David Mamet is, the cover to his new book – The
Disenlightenment: Politics, Horror and Entertainment – announces,
“one of the foremost American playwrights.” The description is a bit too modest
for Ben Shapiro, who tells us “David
Mamet is America’s greatest living playwright and screenwriter.”
He is also a Goddamned joy to read.
In this slender book, the entire world-stage of the sad and
despairing post-modern age – ours – forms the warp and woof of Mamet’s always
entertaining romp through philosophy, philology and culture in an analysis
bordering on trenchant political satire and cultural horror.
One chapter of the book – “A Dream Is A Wish Your Heart
Makes” – is, among other things, an examination of a political and cultural
con-game and the dangers of luxury, the lavish backyard pool in which many of
America’s loftier critics swim.
“A con game functions through exciting greed, the
political-social con though assuaging fear.” This political writer will lay his
head on his pillow tonight wishing he had written that line.
Mamet continues, “The frightened individual, reduced by
knowledge of his own powerlessness, can be offered the upgrade to rage only as
a member of the group. This is the introductory gift of his membership in the
party: he is no longer powerless, as he has what he has misidentified as
anxiety, or apprehension, as indignation.”
The post-modern world, taught to shiver in its boots by
carnival-barker politicians, is highly susceptible to distraction and political
suggestion. There is a method to the madness of misidentifying causes. The
falsely assigned causes of anxiety, “whether [President Donald] Trump, or
global warming, racism, capitalism, or trans rights, functions here like the
psychiatrist’s inverse-oracular withholding of cause: it allows the politician,
having hit the right note, an endless exploitation, since the cause being imaginary,
there is no danger of a cure.”
In a delicious piece of political ribaldry, the word “cure”
in the passage above is footnoted: “Ultraliberal wealthy Californians voted for
environmental protections (for the Deltas, for the untrimmed parklands, etc.)
for fiscal policies leaching money for fire department operations, and spending
it on DEI [Diversity, Equity and Inclusion], for hiring practices for first
responders, prioritizing race and gender over merit and competence, and in January 2025, the reservoirs were empty, the
combustible parkland blazed, the fire departments were water-starved, and the
17 million stripped from the L.A.P.D. for operations was spent on DEI…”
Mamet’s cultural analysis reaches into the bowels of our
lonely and messy confusion. Consider: “The computer age, that Pandora’s box,
has separated us from communion with our fellows. For sitting in a playhouse or
movie theatre laughing or weeping with unknown others is an exercise in
humanity – that is, the experience
(rather than the understanding) that, gender, race and politics aside, we tend
to laugh and cry at the same things. The new woke totalitarianism is an
outgrowth of our separation, ensuring only that those stories that separate us
can be told, and can be appreciated not in communion, but in isolation with a machine.”
We know that the age of Enlightenment was followed in due
courses by the Romantic Period, a direct application of Isaac Newton’s Third
Law of Motion: “For every action, there
is an equal and opposite reaction.” To a certain extent warps in our cultus (rather
than culture) may be self-correcting. This is not a vagrant hope. In fairy
tales, the way out of the dark forest is the way in – in reverse. In the
postmodern period, C. S. Lewis’s “friendship” or Philia (Greek: φιλία) -- the love existing between people who share
common values, interests, or activities – has been replaced by plasticine Facebook
friendships, synthetic and unsatisfying. And, Mamet supposes, we may be
drifting into a resurgence of pre-Christian paganism, as the Judeo-Christian experience
becomes a dimly recalled rather than a lived experience.
How would anyone know, Dwight McDonald used to ask, if the
world were slipping into a pagan reversion?
There would be signs, Mamet tells us: “The bookworms, the
media, the schools, and the politicians are screeching that there is evil in
the world, and that we may be the superhero we see in the movies if we
continually hate (our neighbors) which proclamation we may make good if we buy
their product: vote for them, teach diversity, read only the books on their
side, abandon our children to the teachers union, tear down the other sides
political signs and so on…”
And Mamet adds in another footnote: “I do not mention the
contemporary rediscovery of racism, and its perpetual use, ostensibly as a
means of control of the hated Other, but actually for manipulation of the
incited. Screaming “Palestine Must Be Free” is the delight of immunity from the
oppression of the Sixth Commandment.”
The Disenlightenment
ends on a biographical note: “I am a child of the American midcentury and have
prospered under the American right to freedom of expression. Throughout my life
I’ve been writing my obituary. Or perhaps my autobiography. God bless America.”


Aim of the task:
Of the entries below, copy only those lines that contain the word "bottom".
== Material shown ==
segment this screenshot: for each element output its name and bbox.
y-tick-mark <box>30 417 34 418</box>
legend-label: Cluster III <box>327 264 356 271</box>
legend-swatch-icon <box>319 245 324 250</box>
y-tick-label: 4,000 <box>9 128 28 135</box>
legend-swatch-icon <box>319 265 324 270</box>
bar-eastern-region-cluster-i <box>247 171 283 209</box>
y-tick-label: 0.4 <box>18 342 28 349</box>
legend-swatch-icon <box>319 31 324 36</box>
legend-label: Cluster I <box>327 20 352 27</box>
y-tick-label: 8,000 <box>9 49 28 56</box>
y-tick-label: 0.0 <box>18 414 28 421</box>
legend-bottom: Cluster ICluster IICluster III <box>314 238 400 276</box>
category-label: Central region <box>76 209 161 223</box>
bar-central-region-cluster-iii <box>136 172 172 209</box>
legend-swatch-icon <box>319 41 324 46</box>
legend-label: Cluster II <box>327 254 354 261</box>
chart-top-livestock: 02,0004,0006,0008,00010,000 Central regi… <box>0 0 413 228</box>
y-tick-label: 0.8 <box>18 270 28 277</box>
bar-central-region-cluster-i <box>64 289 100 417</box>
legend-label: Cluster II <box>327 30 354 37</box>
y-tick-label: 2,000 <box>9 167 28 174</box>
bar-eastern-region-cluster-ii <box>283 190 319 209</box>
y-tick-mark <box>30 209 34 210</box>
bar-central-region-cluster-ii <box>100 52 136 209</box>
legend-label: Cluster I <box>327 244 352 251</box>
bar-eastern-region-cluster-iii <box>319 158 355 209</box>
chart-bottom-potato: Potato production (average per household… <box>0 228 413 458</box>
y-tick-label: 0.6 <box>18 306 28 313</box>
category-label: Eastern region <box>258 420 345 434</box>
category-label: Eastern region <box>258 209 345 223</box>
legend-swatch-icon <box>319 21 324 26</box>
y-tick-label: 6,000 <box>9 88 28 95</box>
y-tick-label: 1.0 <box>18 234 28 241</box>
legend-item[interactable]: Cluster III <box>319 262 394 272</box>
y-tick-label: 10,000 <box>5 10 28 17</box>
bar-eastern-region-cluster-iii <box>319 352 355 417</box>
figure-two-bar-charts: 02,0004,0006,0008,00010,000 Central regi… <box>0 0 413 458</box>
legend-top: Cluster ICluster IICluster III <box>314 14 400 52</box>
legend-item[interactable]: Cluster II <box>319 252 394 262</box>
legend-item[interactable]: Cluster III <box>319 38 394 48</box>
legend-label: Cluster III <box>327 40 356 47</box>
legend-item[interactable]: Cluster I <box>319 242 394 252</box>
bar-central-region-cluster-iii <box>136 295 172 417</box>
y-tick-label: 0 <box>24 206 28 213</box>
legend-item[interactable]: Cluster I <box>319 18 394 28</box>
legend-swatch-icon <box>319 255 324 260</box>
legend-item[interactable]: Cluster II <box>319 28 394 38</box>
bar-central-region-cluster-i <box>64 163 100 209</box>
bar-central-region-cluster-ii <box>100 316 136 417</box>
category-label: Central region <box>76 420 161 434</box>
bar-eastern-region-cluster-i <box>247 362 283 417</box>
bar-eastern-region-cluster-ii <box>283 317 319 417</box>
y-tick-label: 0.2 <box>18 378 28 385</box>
===
Output of the task:
legend-bottom: Cluster ICluster IICluster III <box>314 238 400 276</box>
chart-bottom-potato: Potato production (average per household… <box>0 228 413 458</box>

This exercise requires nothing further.